ELI5: Why is false advertising illegal in the 'real world' but everywhere on the internet?

To be totally correct, nothing is "illegal" on the Internet except those laws that apply internationally to all countries, but those laws do not apply to individuals and companies — only governments.

The Internet is an international network instead has a different model of administration, where the stakeholders — network operators (ISPs, universities, companies), system administrators, network engineers, website owners, web developers, users all alike have say in how the net is run. This is why it's important for everyone, including everyone on this site to speak on strong issues and to collaborate as to protect principles that makes the Internet what it is. To protect this bottom-up administration of the network.

The Internet is operated on the principle of standards, these standards are sometimes informal, some are formal but all in all they are standards that interested stakeholders have decided so. In order to change the Internet, you need to convince people.

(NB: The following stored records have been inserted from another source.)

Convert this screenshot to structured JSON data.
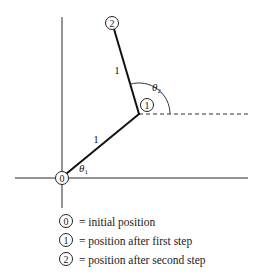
{
  "diagram": {
    "type": "two-link arm / random walk steps",
    "nodes": [
      {
        "id": "0",
        "label": "0",
        "x": 62,
        "y": 178
      },
      {
        "id": "1",
        "label": "1",
        "x": 139,
        "y": 114,
        "label_x": 147,
        "label_y": 105
      },
      {
        "id": "2",
        "label": "2",
        "x": 114,
        "y": 30,
        "label_x": 112,
        "label_y": 23
      }
    ],
    "segments": [
      {
        "from": "0",
        "to": "1",
        "length_label": "1"
      },
      {
        "from": "1",
        "to": "2",
        "length_label": "1"
      }
    ],
    "angles": [
      {
        "symbol": "θ",
        "subscript": "1",
        "description": "angle between horizontal axis and first step"
      },
      {
        "symbol": "θ",
        "subscript": "2",
        "description": "angle between horizontal reference (dashed) and second step"
      }
    ],
    "reference_line": "dashed horizontal through node 1"
  },
  "legend": [
    {
      "node": "0",
      "text": "= initial position"
    },
    {
      "node": "1",
      "text": "= position after first step"
    },
    {
      "node": "2",
      "text": "= position after second step"
    }
  ],
  "colors": {
    "line": "#111111",
    "axis": "#2a2a2a",
    "background": "#ffffff"
  }
}
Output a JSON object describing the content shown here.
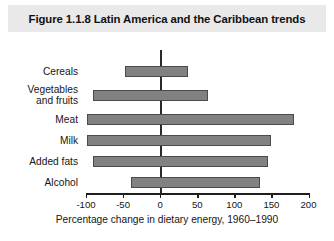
{
  "figure": {
    "title": "Figure 1.1.8  Latin America and the Caribbean trends"
  },
  "chart_data": {
    "type": "bar",
    "orientation": "horizontal",
    "title": "Figure 1.1.8  Latin America and the Caribbean trends",
    "xlabel": "Percentage change in dietary energy, 1960–1990",
    "ylabel": "",
    "xlim": [
      -100,
      200
    ],
    "xticks": [
      -100,
      -50,
      0,
      50,
      100,
      150,
      200
    ],
    "xtick_labels": [
      "-100",
      "-50",
      "0",
      "50",
      "100",
      "150",
      "200"
    ],
    "grid": false,
    "legend": null,
    "zero_line": 0,
    "categories": [
      "Cereals",
      "Vegetables\nand fruits",
      "Meat",
      "Milk",
      "Added fats",
      "Alcohol"
    ],
    "bars": [
      {
        "label": "Cereals",
        "start": -48,
        "end": 38
      },
      {
        "label": "Vegetables\nand fruits",
        "start": -91,
        "end": 64
      },
      {
        "label": "Meat",
        "start": -98,
        "end": 180
      },
      {
        "label": "Milk",
        "start": -98,
        "end": 149
      },
      {
        "label": "Added fats",
        "start": -91,
        "end": 146
      },
      {
        "label": "Alcohol",
        "start": -39,
        "end": 134
      }
    ],
    "colors": {
      "bar_fill": "#818181",
      "bar_border": "#4b4b4b",
      "axis": "#1f1f1f",
      "title_bar_bg": "#e9e9e9",
      "text": "#161616"
    }
  }
}
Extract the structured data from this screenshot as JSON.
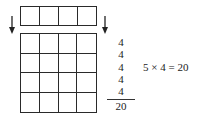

If something goes against the general consensus, it is filtered, worked around or routed around. This is why governmental censorship is generally ineffective to the global network. The network on all levels deems this censorship a fault and routes around it. If someone transmits spam or phishing links stakeholders like mailserver operators and website operators proceed to filter out that. If advertisements are becoming overbearing and abusive, users simply refuse to have their computers request them. If there's route hijacking going on the perpetrator network is removed from the network until they stop. The Internet has millions.. billions of eyes on it at any one moment.

This is why the Internet was able so strongly to go up against SOPA/PIPA, because those bills produced by the US Government were deemed against the consensus of the network and thus couldn't be made standard.

In regards to false advertisement and bad marketing, the Internet is through discussions like this very thread is collaborating and asking the right questions, starting the standardization process to decern "what is good" and "what is bad" — a discussion that is far overdue.

As to my own perspective, I think we need to keep the Internet as open as possible, as such legislation in any country will not do that, only standardization and information about these issues and a course of action to act to bring rectification. We as netizens need to hold advertisement networks to account, to call them out on their lack of action, to name and shame if we need be. But we have to be careful too, not to bring about witch-hunts, that's not constructive. We need to keep pressure against the ad networks and publishers who engage in bad ads.

We need to bring the ad networks out from behind the websites they advertise on.